MASTER_BIND is an optional clause used inside the MySQL replication statements CHANGE MASTER TO and START SLAVE (or START REPLICA in newer versions). When supplied, the replica (formerly called the slave) binds its network socket to the given local IPv4 or IPv6 address before initiating the TCP connection to the primary (master) server. This is useful on multi-homed hosts that have multiple NICs or IPs and you need to enforce a particular source address for replication traffic, meet firewall rules, or keep replication traffic on a dedicated VLAN.Behavior:- Operates only on the replica side.- Accepts a literal IP address. Host names and interface names are not supported.- If the supplied address is not present on any local interface, the bind fails and replication does not start.- Applies immediately after CHANGE MASTER TO if SQL_THREAD or IO_THREAD is started. Otherwise it takes effect when START SLAVE is executed.- Works for both IPv4 and IPv6 as long as the operating system allows binding to that address.Caveats:- Does not retroactively affect an already open replication connection; you must restart replication threads.- Only one address can be supplied.- Not supported on Windows prior to MySQL 8.0.13.- Ignored on Group Replication channels; only traditional asynchronous or semi-sync channels honor it.
ip_address
(string) - Required literal IPv4 or IPv6 address on the replica host that the replication socket should bind to.#VALUE!

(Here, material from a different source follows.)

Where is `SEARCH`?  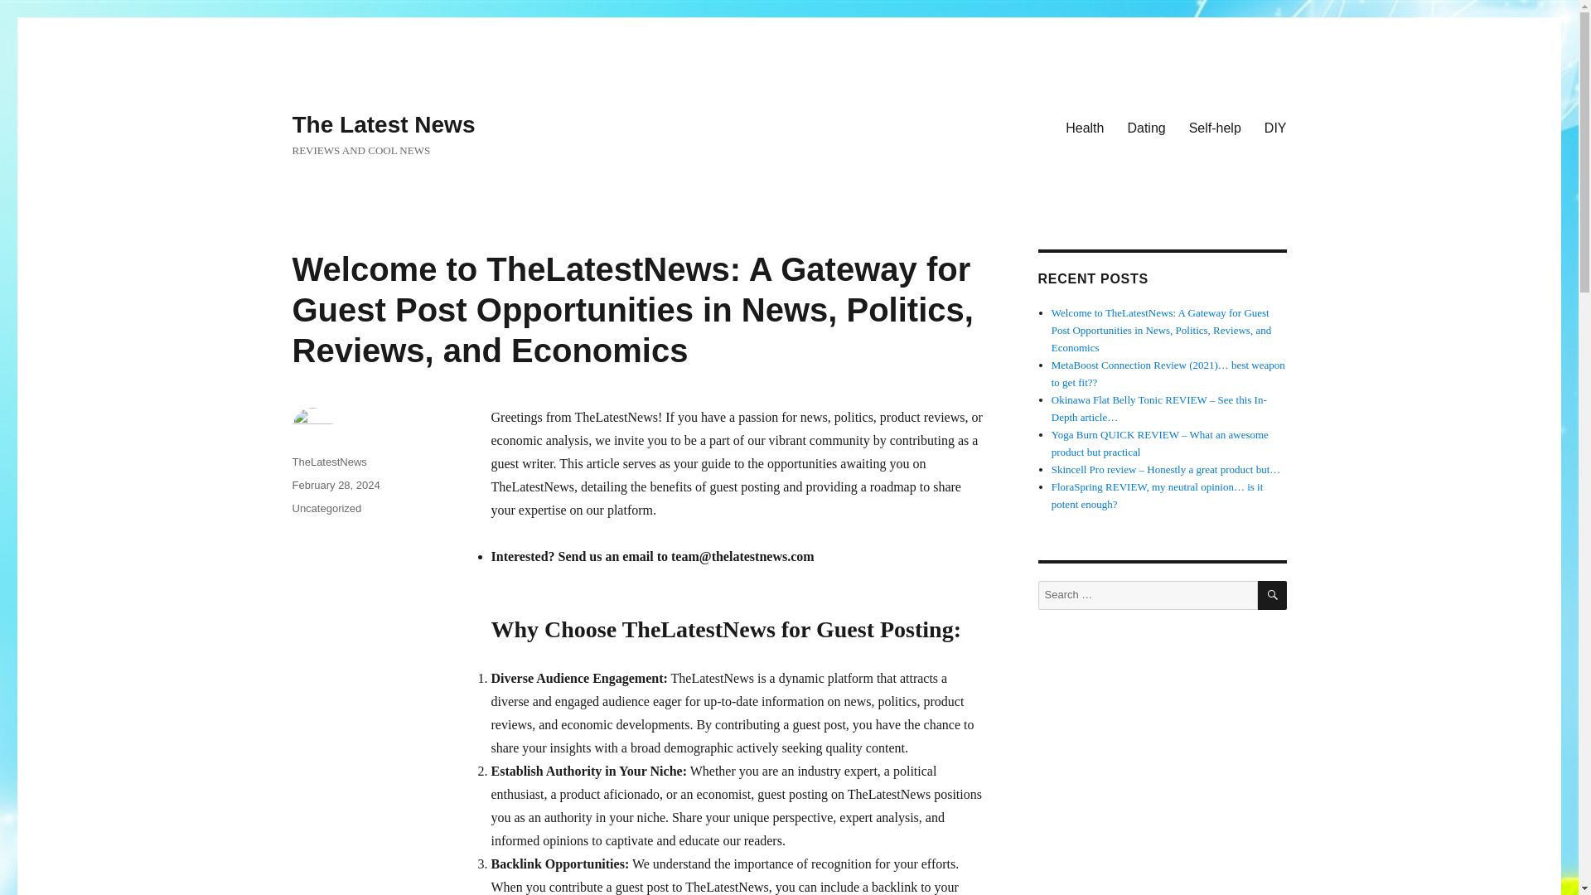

CHANGE MASTER TO, START SLAVE, MASTER_HOST, MASTER_PORT, replication channels, source-address binding
MySQL 5.6
MASTER_BIND tells the replica which local IP address to use when opening the replication socket. This lets you force replication traffic through a specific network interface.
No. Replication works fine without it. Use it only when you need strict control over the replica’s source IP address.
Run SHOW SLAVE STATUS and inspect the value of Master_Host and the operating system’s netstat or ss output. The local address column should show the IP given in MASTER_BIND.
No. The option accepts exactly one address. If you need failover across interfaces you must script a CHANGE MASTER TO with a different MASTER_BIND or use OS-level IP takeover tools.